Once the main interface graphics have been downloaded and cached on the client-side, they won't need to be retrieved again on subsequent page loads. But, yes, AJAX is ideal for form-heavy interfaces or where the user needs immediate feedback upon data-entry so that sounds a good idea.

You might be interested in the Panel/Container library that's part of Yahoo!'s YUI library: http://developer.yahoo.com/yui/container/panel/.
 
toastyman said:
In regards to different resolutions, I was going to use PHP to detect the resolution and then basically alter what you see on the page accordingly. Users using 800x600 or less will see what you can see in the image. Users over that resolution will get the sides of the hill (so it looks like the website is on the top of a hill), and then the rest of the page will be the gradient sky and the orange bar going across the bottom (in regards to new_interface_2.jpg anyway). If that makes sense at all! If it does, that should solve quite a few of the problems bought to attention in this thread.

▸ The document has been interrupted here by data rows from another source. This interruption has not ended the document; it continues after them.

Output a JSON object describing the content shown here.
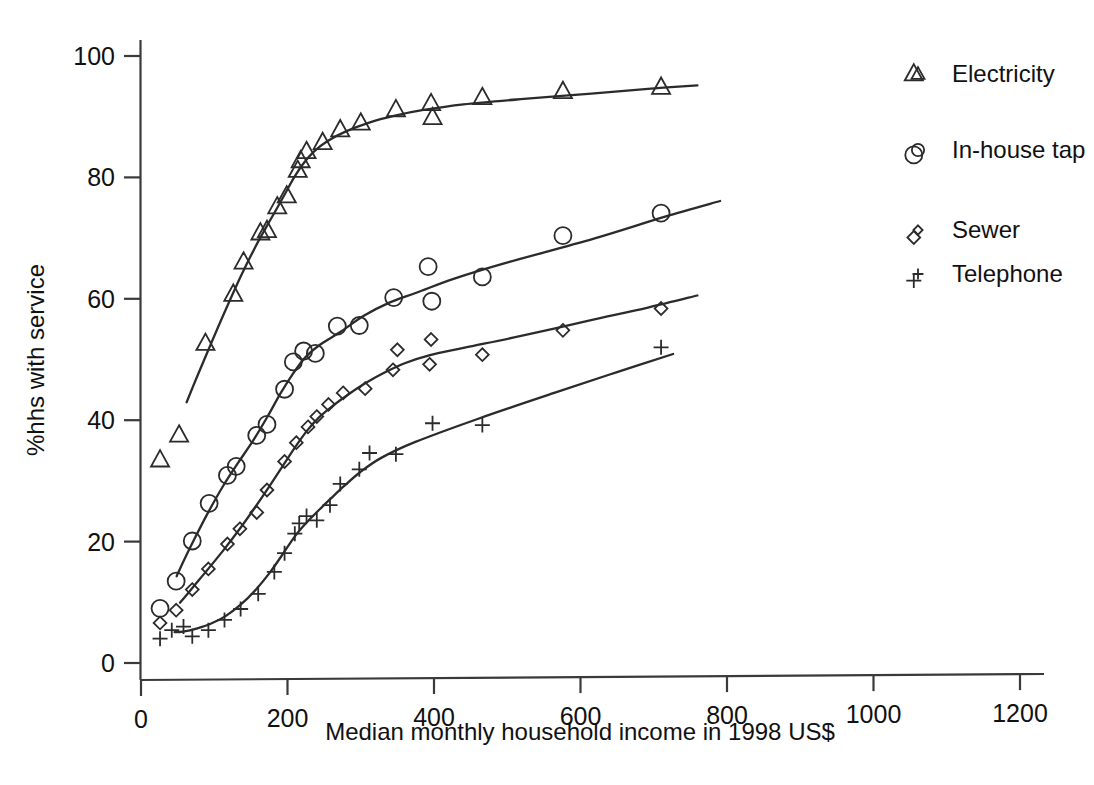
{
  "chart_data": {
    "type": "line",
    "title": "",
    "subtitle": "",
    "xlabel": "Median monthly household income in 1998 US$",
    "ylabel": "%hhs with service",
    "xlim": [
      0,
      1240
    ],
    "ylim": [
      0,
      104
    ],
    "xticks": [
      0,
      200,
      400,
      600,
      800,
      1000,
      1200
    ],
    "xtick_labels": [
      "0",
      "200",
      "400",
      "600",
      "800",
      "1000",
      "1200"
    ],
    "yticks": [
      0,
      20,
      40,
      60,
      80,
      100
    ],
    "ytick_labels": [
      "0",
      "20",
      "40",
      "60",
      "80",
      "100"
    ],
    "grid": false,
    "legend_position": "right-outside",
    "series": [
      {
        "name": "Electricity",
        "marker": "triangle-up",
        "points": [
          {
            "x": 26,
            "y": 33.5
          },
          {
            "x": 52,
            "y": 37.6
          },
          {
            "x": 88,
            "y": 52.7
          },
          {
            "x": 126,
            "y": 60.8
          },
          {
            "x": 140,
            "y": 66.1
          },
          {
            "x": 163,
            "y": 70.9
          },
          {
            "x": 172,
            "y": 71.3
          },
          {
            "x": 186,
            "y": 75.2
          },
          {
            "x": 199,
            "y": 77.0
          },
          {
            "x": 214,
            "y": 81.2
          },
          {
            "x": 218,
            "y": 82.8
          },
          {
            "x": 226,
            "y": 84.3
          },
          {
            "x": 248,
            "y": 85.8
          },
          {
            "x": 272,
            "y": 87.9
          },
          {
            "x": 300,
            "y": 89.0
          },
          {
            "x": 348,
            "y": 91.2
          },
          {
            "x": 396,
            "y": 92.2
          },
          {
            "x": 398,
            "y": 89.9
          },
          {
            "x": 466,
            "y": 93.2
          },
          {
            "x": 576,
            "y": 94.2
          },
          {
            "x": 710,
            "y": 94.9
          },
          {
            "x": 1055,
            "y": 97.1
          }
        ]
      },
      {
        "name": "In-house tap",
        "marker": "circle",
        "points": [
          {
            "x": 26,
            "y": 9.0
          },
          {
            "x": 48,
            "y": 13.5
          },
          {
            "x": 70,
            "y": 20.1
          },
          {
            "x": 93,
            "y": 26.3
          },
          {
            "x": 118,
            "y": 30.9
          },
          {
            "x": 130,
            "y": 32.4
          },
          {
            "x": 158,
            "y": 37.5
          },
          {
            "x": 172,
            "y": 39.3
          },
          {
            "x": 196,
            "y": 45.1
          },
          {
            "x": 208,
            "y": 49.6
          },
          {
            "x": 222,
            "y": 51.4
          },
          {
            "x": 238,
            "y": 51.0
          },
          {
            "x": 268,
            "y": 55.5
          },
          {
            "x": 298,
            "y": 55.6
          },
          {
            "x": 345,
            "y": 60.2
          },
          {
            "x": 392,
            "y": 65.3
          },
          {
            "x": 397,
            "y": 59.6
          },
          {
            "x": 466,
            "y": 63.6
          },
          {
            "x": 576,
            "y": 70.4
          },
          {
            "x": 710,
            "y": 74.1
          },
          {
            "x": 1055,
            "y": 83.7
          }
        ]
      },
      {
        "name": "Sewer",
        "marker": "diamond",
        "points": [
          {
            "x": 26,
            "y": 6.6
          },
          {
            "x": 48,
            "y": 8.7
          },
          {
            "x": 70,
            "y": 12.1
          },
          {
            "x": 92,
            "y": 15.5
          },
          {
            "x": 118,
            "y": 19.6
          },
          {
            "x": 135,
            "y": 22.1
          },
          {
            "x": 158,
            "y": 24.8
          },
          {
            "x": 172,
            "y": 28.5
          },
          {
            "x": 196,
            "y": 33.2
          },
          {
            "x": 212,
            "y": 36.3
          },
          {
            "x": 228,
            "y": 38.9
          },
          {
            "x": 240,
            "y": 40.6
          },
          {
            "x": 256,
            "y": 42.6
          },
          {
            "x": 276,
            "y": 44.5
          },
          {
            "x": 306,
            "y": 45.2
          },
          {
            "x": 344,
            "y": 48.3
          },
          {
            "x": 350,
            "y": 51.6
          },
          {
            "x": 394,
            "y": 49.2
          },
          {
            "x": 396,
            "y": 53.3
          },
          {
            "x": 466,
            "y": 50.8
          },
          {
            "x": 576,
            "y": 54.8
          },
          {
            "x": 710,
            "y": 58.4
          },
          {
            "x": 1055,
            "y": 70.1
          }
        ]
      },
      {
        "name": "Telephone",
        "marker": "plus",
        "points": [
          {
            "x": 26,
            "y": 4.0
          },
          {
            "x": 42,
            "y": 5.4
          },
          {
            "x": 58,
            "y": 6.0
          },
          {
            "x": 70,
            "y": 4.4
          },
          {
            "x": 92,
            "y": 5.4
          },
          {
            "x": 114,
            "y": 7.1
          },
          {
            "x": 136,
            "y": 8.9
          },
          {
            "x": 160,
            "y": 11.4
          },
          {
            "x": 182,
            "y": 15.0
          },
          {
            "x": 196,
            "y": 18.1
          },
          {
            "x": 210,
            "y": 21.3
          },
          {
            "x": 216,
            "y": 23.0
          },
          {
            "x": 226,
            "y": 24.2
          },
          {
            "x": 240,
            "y": 23.5
          },
          {
            "x": 258,
            "y": 26.0
          },
          {
            "x": 272,
            "y": 29.5
          },
          {
            "x": 298,
            "y": 31.9
          },
          {
            "x": 312,
            "y": 34.6
          },
          {
            "x": 348,
            "y": 34.4
          },
          {
            "x": 398,
            "y": 39.5
          },
          {
            "x": 466,
            "y": 39.2
          },
          {
            "x": 710,
            "y": 52.0
          },
          {
            "x": 1055,
            "y": 63.0
          }
        ]
      }
    ]
  },
  "legend": {
    "items": [
      {
        "label": "Electricity",
        "marker": "triangle-up"
      },
      {
        "label": "In-house tap",
        "marker": "circle"
      },
      {
        "label": "Sewer",
        "marker": "diamond"
      },
      {
        "label": "Telephone",
        "marker": "plus"
      }
    ]
  },
  "colors": {
    "line": "#2b2b2b",
    "axis": "#3a3a3a",
    "text": "#111111",
    "background": "#ffffff"
  }
}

I've updated the image (www.routehiker.org.uk/images/new_interface_2.jpg) so you can see what I mean.

Oh right I presumed details on the user's resolution would be passed in the browser details which PHP can read. Darn!
So now yes, my choice would be JavaScript, which is fine except for when the user first visits the site...there will be no details regarding the screen width so PHP wouldn't know which site layout to produce. Eeek!

That Yahoo UI Library looks excellent. Thanks :)
 
toastyman said:
So now yes, my choice would be JavaScript, which is fine except for when the user first visits the site...there will be no details regarding the screen width so PHP wouldn't know which site layout to produce. Eeek!
There are actually two useful function in the YUI DOM library that will return those straight way for you:
Code:
YAHOO.util.Dom.getViewportHeight();
YAHOO.util.Dom.getViewportWidth();
Should be self-explanatory :D.

You can call those functions on load to get the initial layout choice. And then you can use an onresize event listener so that those values are updated whenever the user resizes the window (YUI also makes that easy :D. YAHOO.util.Event.addListener(window, 'resize', function-name);).

Use the values you get back to modify your CSS so that it scales and re-arranges appropriately for the user's resolution. PHP code need not be involved.

I see how that layout will work on higher resolutions - yep, seems like a fair idea.
 
Augmented said:
There are actually two useful function in the YUI DOM library that will return those straight way for you:
Code:
YAHOO.util.Dom.getViewportHeight();
YAHOO.util.Dom.getViewportWidth();
Should be self-explanatory :D.

You can call those functions on load to get the initial layout choice. And then you can use an onresize event listener so that those values are updated whenever the user resizes the window (YUI also makes that easy :D. YAHOO.util.Event.addListener(window, 'resize', function-name);).

Use the values you get back to modify your CSS so that it scales and re-arranges appropriately for the user's resolution. PHP code need not be involved.

I see how that layout will work on higher resolutions - yep, seems like a fair idea.

Excellent idea! I'll probably put that to use :) I'm guessing if it can alter the CSS it can also write new html elements to the page etc...could be interesting if it works!

Right next step - colours! I'm currently trying different ones (the sky is currently green). Has anyone got any ideas?